Today’s post will look at an adjustable parameter available in the paint synthesizer to help fine tune the behavior of a paint preset when you try to resize it. We’ll also talk about some fundamental changes that were made in the Studio Artist 4.03 update with regard to how resizing paint preset resizing works.
Brush is a term thrown around loosely when discussing paint presets. Typically if someone says they want to resize the brush, they mean they want to resize the drawing behavior of the particular paint tool they are working with, to be larger or smaller. So their use of the term brush really refers to the paint tool’s drawing behavior, as opposed to the paint synthesizer’s Source Brush.
The Original Studio Artist Brush Model
The Source Brush is generated by the settings in the Brush Source control panel. When the paint synthesizer was first developed many years ago, the drawing model used internally was fairly straightforward. The Brush Source and Brush Type control panels specified a digital paint brush. The Paint Fill Setup control panel defined how digital ‘paint‘ was applied to the digital ‘brush‘, and the Paint Fill Apply control panel defined how the digital ‘paint‘ on the digital ‘brush‘ was then applied to the working canvas.
The Brush Source could be a computational brush, which was typically some kind of roundish shape, or could be an image or movie brush. As a paint path was drawn, a series of paint nibs were placed along the path at locations spaced apart based on the settings in the Path Application control panel.
The Brush Modulation control panel provided an additional set of adjustable parameters that could be used to interactively modulate the size and orientation of the current working brush while painting. So again, if you think about the brush as being a roundish shape, then something like pen pressure could be used to modulate the working brush size dynamically as a paint stroke was being drawn.

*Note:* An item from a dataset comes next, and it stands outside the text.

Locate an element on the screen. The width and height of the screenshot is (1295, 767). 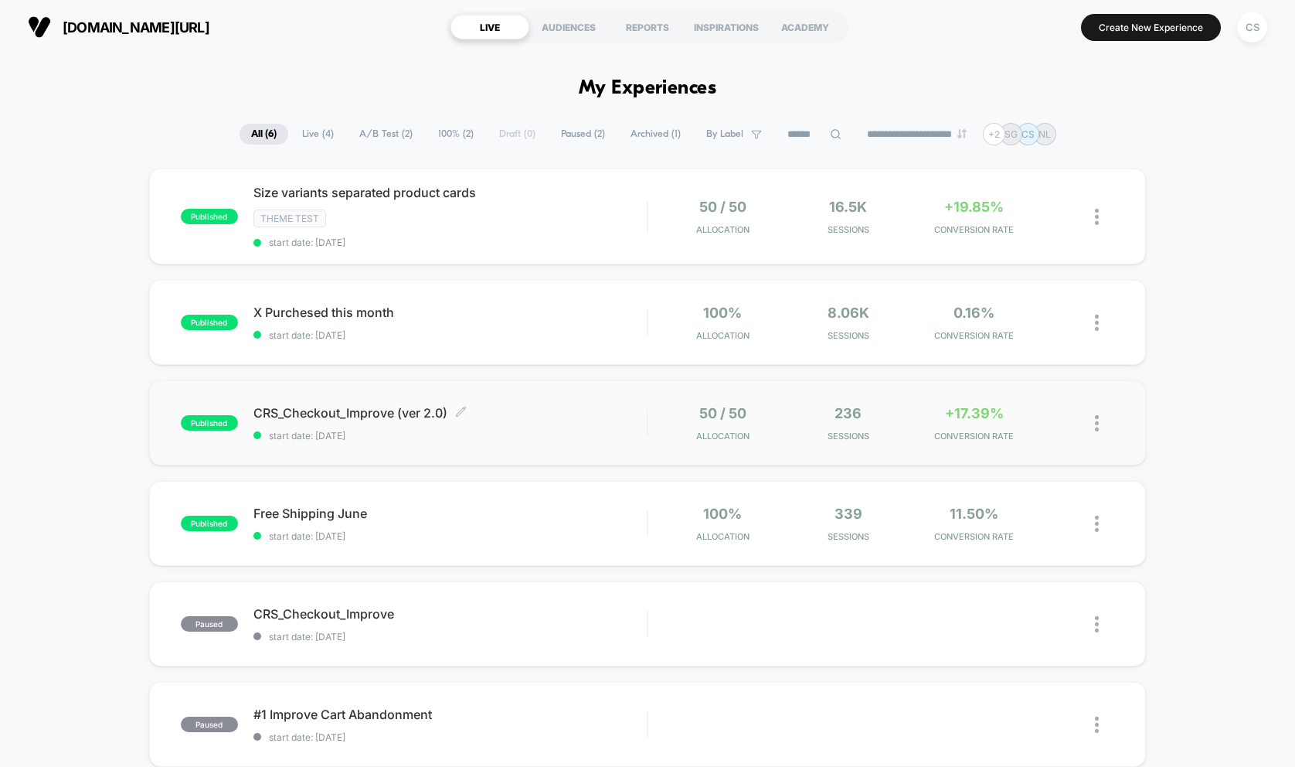
div: + 2 is located at coordinates (994, 134).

Min and Max settings in the Brush Modulation control panel are specified as a percentage of the size of the Brush Source.
So, with this relatively straightforward rendering model, resizing the brush was as simple as adjusting the Horizontal and Vertical Size controls in the Brush Source control panel. You could either do this manually, or you could hold down the b hotkey and then use the mouse or pen to interactively specify a new brush size directly in the canvas.
Re-rendering a Paint Preset
One original feature in Studio Artist from the very beginning was the ability to record your manually or automatic painting in a Paint Action Sequence (PASeq) or History Sequence. You could then resize the canvas to a larger size or higher resolution while at the same time re-rendering all of the individual paint action steps recorded in the PASeq or History Sequence. For some paint presets, re-rendering the size of the paint preset is as simple as resizing the Brush Source dimensions so that the size of the brush is proportionally the same relative to the larger higher resolution canvas.
However, Studio Artist makes use of many different internal procedural texture generators. Procedural texture means that the texture field is generated dynamically on the fly in real time while drawing, as opposed to being generated by tiling a small texture image. The human visual system is very sensitive to textures tiled in regular grid patterns, so texture fields or digital paint texturing effects generated from simple image brush textures or tiled texture images have a regular appearance that looks artificial and machine-like to a human viewer.
From our very first software release, we wanted Studio Artist to be capable of creating rich organic looking paint effects, so we often focused on dynamic procedural texture generators in paint presets as opposed to simple image brush presets. But once you start talking about paint presets that incorporate dynamic procedural texture generators in them, the notion of resizing a brush becomes a little more complicated. This is because you would want the procedural texture field attributes to scale accordingly with the Brush Source size changes.
So this became the initial distinction between ‘re-rendering‘ the brush vs ‘resizing’ the brush. In all versions of Studio Artist prior to the 4.03 update, resizing the brush with the b hotkey just resized the Brush Source dimensions, end of story. Re-rendering the brush (which could be done interactively by holding done the option and the b hotkeys together), also tried to appropriately adjust procedural texture parameters, as well as other things like the maximum path length. Because, the point of re-rendering a PASeq was so that you could play it back into a larger canvas and all of your original painting would take place again with enlarged vector paths and dynamically resized paint. Ending up with a higher resolution painting with more detail in it, bette quality than if you have just used an interpolation algorithm to blow up the original painted canvas.
The old Re-render Canvas dialog in previous versions of Studio Artist included a checkbox to re-render the current paint preset (the Scale Paint Synthesizer Parameters checkbox) as well as the PASeq or History sequence (as shown below). Many users left this checkbox turned on, so when they resized the canvas the current paint preset automatically re-rendered proportional to the new canvas size change.